[Opening RECORDS TO USE section]

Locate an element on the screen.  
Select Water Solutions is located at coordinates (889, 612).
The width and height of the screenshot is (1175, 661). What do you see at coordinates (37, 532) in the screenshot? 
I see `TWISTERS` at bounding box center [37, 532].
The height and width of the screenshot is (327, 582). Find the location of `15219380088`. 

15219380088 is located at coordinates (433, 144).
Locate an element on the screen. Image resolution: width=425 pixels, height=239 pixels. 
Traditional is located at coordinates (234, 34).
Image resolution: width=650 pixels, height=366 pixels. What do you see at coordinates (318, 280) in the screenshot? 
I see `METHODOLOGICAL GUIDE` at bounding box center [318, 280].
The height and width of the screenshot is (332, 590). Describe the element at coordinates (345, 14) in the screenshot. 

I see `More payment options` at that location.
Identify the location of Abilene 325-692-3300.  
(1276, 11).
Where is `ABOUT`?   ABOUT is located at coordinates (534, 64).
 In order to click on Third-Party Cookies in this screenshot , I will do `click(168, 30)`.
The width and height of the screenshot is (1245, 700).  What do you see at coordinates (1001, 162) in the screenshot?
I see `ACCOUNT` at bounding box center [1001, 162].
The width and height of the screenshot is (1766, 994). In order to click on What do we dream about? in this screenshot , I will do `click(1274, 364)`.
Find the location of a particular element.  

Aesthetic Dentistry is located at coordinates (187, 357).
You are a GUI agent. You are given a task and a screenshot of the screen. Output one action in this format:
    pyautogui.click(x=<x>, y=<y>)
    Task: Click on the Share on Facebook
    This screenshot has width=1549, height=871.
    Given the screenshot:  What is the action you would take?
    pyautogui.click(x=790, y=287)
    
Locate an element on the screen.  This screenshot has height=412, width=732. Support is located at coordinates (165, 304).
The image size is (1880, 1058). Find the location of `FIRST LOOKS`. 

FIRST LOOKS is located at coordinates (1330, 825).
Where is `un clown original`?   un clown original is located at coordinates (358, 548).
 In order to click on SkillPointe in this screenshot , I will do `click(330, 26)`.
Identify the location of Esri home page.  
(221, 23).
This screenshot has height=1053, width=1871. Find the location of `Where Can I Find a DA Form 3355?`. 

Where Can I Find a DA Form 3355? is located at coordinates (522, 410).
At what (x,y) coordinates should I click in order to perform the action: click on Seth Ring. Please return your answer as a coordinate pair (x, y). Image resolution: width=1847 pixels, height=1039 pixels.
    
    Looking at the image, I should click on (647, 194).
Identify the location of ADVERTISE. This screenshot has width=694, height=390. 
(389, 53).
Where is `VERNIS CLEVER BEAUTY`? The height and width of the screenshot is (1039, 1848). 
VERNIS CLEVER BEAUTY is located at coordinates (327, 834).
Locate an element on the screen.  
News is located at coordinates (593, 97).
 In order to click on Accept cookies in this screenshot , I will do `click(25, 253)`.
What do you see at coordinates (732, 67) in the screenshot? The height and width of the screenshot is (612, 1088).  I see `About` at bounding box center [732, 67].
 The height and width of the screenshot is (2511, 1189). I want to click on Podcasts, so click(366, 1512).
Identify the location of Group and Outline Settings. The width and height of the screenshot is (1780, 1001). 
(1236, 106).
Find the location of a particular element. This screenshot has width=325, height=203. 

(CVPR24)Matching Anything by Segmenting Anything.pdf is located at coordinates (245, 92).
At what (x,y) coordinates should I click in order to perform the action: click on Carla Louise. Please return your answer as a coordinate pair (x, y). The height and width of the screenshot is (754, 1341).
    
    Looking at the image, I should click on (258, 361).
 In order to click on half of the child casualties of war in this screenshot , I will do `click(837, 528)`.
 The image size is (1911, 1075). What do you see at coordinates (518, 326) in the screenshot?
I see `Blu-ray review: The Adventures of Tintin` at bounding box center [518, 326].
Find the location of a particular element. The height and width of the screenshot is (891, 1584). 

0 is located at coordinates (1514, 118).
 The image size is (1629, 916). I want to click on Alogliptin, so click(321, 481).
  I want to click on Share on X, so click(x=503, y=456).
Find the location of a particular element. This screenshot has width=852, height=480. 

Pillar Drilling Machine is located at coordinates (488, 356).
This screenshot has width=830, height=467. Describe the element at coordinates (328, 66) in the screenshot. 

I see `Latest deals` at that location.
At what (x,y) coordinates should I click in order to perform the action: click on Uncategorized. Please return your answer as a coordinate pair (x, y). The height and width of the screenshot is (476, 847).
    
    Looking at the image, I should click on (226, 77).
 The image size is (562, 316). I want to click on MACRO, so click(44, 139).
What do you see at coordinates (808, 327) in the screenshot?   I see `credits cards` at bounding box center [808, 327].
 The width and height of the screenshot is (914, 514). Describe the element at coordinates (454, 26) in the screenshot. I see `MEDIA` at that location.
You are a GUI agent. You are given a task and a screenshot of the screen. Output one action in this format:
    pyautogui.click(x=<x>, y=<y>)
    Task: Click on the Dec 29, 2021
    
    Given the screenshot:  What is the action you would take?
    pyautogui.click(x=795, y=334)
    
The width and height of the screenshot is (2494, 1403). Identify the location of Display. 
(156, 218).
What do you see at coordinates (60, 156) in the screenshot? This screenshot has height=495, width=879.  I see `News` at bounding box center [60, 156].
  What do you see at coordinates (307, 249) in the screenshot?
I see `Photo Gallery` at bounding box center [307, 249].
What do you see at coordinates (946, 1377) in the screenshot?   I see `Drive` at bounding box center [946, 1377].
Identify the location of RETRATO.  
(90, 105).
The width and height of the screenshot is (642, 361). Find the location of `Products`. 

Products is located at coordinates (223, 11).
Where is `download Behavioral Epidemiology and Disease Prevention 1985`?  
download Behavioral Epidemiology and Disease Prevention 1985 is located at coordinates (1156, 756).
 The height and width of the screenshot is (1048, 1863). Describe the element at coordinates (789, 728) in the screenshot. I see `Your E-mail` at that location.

[Closing RECORDS TO USE section]

## [WHAT TO WORK ON]
Output the listing in full. Leave every line unchanged.

## [TASK ANSWER]
Locate an element on the screen.  
Select Water Solutions is located at coordinates (889, 612).
The width and height of the screenshot is (1175, 661). What do you see at coordinates (37, 532) in the screenshot? 
I see `TWISTERS` at bounding box center [37, 532].
The height and width of the screenshot is (327, 582). Find the location of `15219380088`. 

15219380088 is located at coordinates (433, 144).
Locate an element on the screen. Image resolution: width=425 pixels, height=239 pixels. 
Traditional is located at coordinates (234, 34).
Image resolution: width=650 pixels, height=366 pixels. What do you see at coordinates (318, 280) in the screenshot? 
I see `METHODOLOGICAL GUIDE` at bounding box center [318, 280].
The height and width of the screenshot is (332, 590). Describe the element at coordinates (345, 14) in the screenshot. 

I see `More payment options` at that location.
Identify the location of Abilene 325-692-3300.  
(1276, 11).
Where is `ABOUT`?   ABOUT is located at coordinates (534, 64).
 In order to click on Third-Party Cookies in this screenshot , I will do `click(168, 30)`.
The width and height of the screenshot is (1245, 700).  What do you see at coordinates (1001, 162) in the screenshot?
I see `ACCOUNT` at bounding box center [1001, 162].
The width and height of the screenshot is (1766, 994). In order to click on What do we dream about? in this screenshot , I will do `click(1274, 364)`.
Find the location of a particular element.  

Aesthetic Dentistry is located at coordinates (187, 357).
You are a GUI agent. You are given a task and a screenshot of the screen. Output one action in this format:
    pyautogui.click(x=<x>, y=<y>)
    Task: Click on the Share on Facebook
    This screenshot has width=1549, height=871.
    Given the screenshot:  What is the action you would take?
    pyautogui.click(x=790, y=287)
    
Locate an element on the screen.  This screenshot has height=412, width=732. Support is located at coordinates (165, 304).
The image size is (1880, 1058). Find the location of `FIRST LOOKS`. 

FIRST LOOKS is located at coordinates (1330, 825).
Where is `un clown original`?   un clown original is located at coordinates (358, 548).
 In order to click on SkillPointe in this screenshot , I will do `click(330, 26)`.
Identify the location of Esri home page.  
(221, 23).
This screenshot has height=1053, width=1871. Find the location of `Where Can I Find a DA Form 3355?`. 

Where Can I Find a DA Form 3355? is located at coordinates (522, 410).
At what (x,y) coordinates should I click in order to perform the action: click on Seth Ring. Please return your answer as a coordinate pair (x, y). Image resolution: width=1847 pixels, height=1039 pixels.
    
    Looking at the image, I should click on (647, 194).
Identify the location of ADVERTISE. This screenshot has width=694, height=390. 
(389, 53).
Where is `VERNIS CLEVER BEAUTY`? The height and width of the screenshot is (1039, 1848). 
VERNIS CLEVER BEAUTY is located at coordinates (327, 834).
Locate an element on the screen.  
News is located at coordinates (593, 97).
 In order to click on Accept cookies in this screenshot , I will do `click(25, 253)`.
What do you see at coordinates (732, 67) in the screenshot? The height and width of the screenshot is (612, 1088).  I see `About` at bounding box center [732, 67].
 The height and width of the screenshot is (2511, 1189). I want to click on Podcasts, so click(366, 1512).
Identify the location of Group and Outline Settings. The width and height of the screenshot is (1780, 1001). 
(1236, 106).
Find the location of a particular element. This screenshot has width=325, height=203. 

(CVPR24)Matching Anything by Segmenting Anything.pdf is located at coordinates (245, 92).
At what (x,y) coordinates should I click in order to perform the action: click on Carla Louise. Please return your answer as a coordinate pair (x, y). The height and width of the screenshot is (754, 1341).
    
    Looking at the image, I should click on (258, 361).
 In order to click on half of the child casualties of war in this screenshot , I will do `click(837, 528)`.
 The image size is (1911, 1075). What do you see at coordinates (518, 326) in the screenshot?
I see `Blu-ray review: The Adventures of Tintin` at bounding box center [518, 326].
Find the location of a particular element. The height and width of the screenshot is (891, 1584). 

0 is located at coordinates (1514, 118).
 The image size is (1629, 916). I want to click on Alogliptin, so click(321, 481).
  I want to click on Share on X, so click(x=503, y=456).
Find the location of a particular element. This screenshot has width=852, height=480. 

Pillar Drilling Machine is located at coordinates (488, 356).
This screenshot has width=830, height=467. Describe the element at coordinates (328, 66) in the screenshot. 

I see `Latest deals` at that location.
At what (x,y) coordinates should I click in order to perform the action: click on Uncategorized. Please return your answer as a coordinate pair (x, y). The height and width of the screenshot is (476, 847).
    
    Looking at the image, I should click on (226, 77).
 The image size is (562, 316). I want to click on MACRO, so click(44, 139).
What do you see at coordinates (808, 327) in the screenshot?   I see `credits cards` at bounding box center [808, 327].
 The width and height of the screenshot is (914, 514). Describe the element at coordinates (454, 26) in the screenshot. I see `MEDIA` at that location.
You are a GUI agent. You are given a task and a screenshot of the screen. Output one action in this format:
    pyautogui.click(x=<x>, y=<y>)
    Task: Click on the Dec 29, 2021
    
    Given the screenshot:  What is the action you would take?
    pyautogui.click(x=795, y=334)
    
The width and height of the screenshot is (2494, 1403). Identify the location of Display. 
(156, 218).
What do you see at coordinates (60, 156) in the screenshot? This screenshot has height=495, width=879.  I see `News` at bounding box center [60, 156].
  What do you see at coordinates (307, 249) in the screenshot?
I see `Photo Gallery` at bounding box center [307, 249].
What do you see at coordinates (946, 1377) in the screenshot?   I see `Drive` at bounding box center [946, 1377].
Identify the location of RETRATO.  
(90, 105).
The width and height of the screenshot is (642, 361). Find the location of `Products`. 

Products is located at coordinates (223, 11).
Where is `download Behavioral Epidemiology and Disease Prevention 1985`?  
download Behavioral Epidemiology and Disease Prevention 1985 is located at coordinates (1156, 756).
 The height and width of the screenshot is (1048, 1863). Describe the element at coordinates (789, 728) in the screenshot. I see `Your E-mail` at that location.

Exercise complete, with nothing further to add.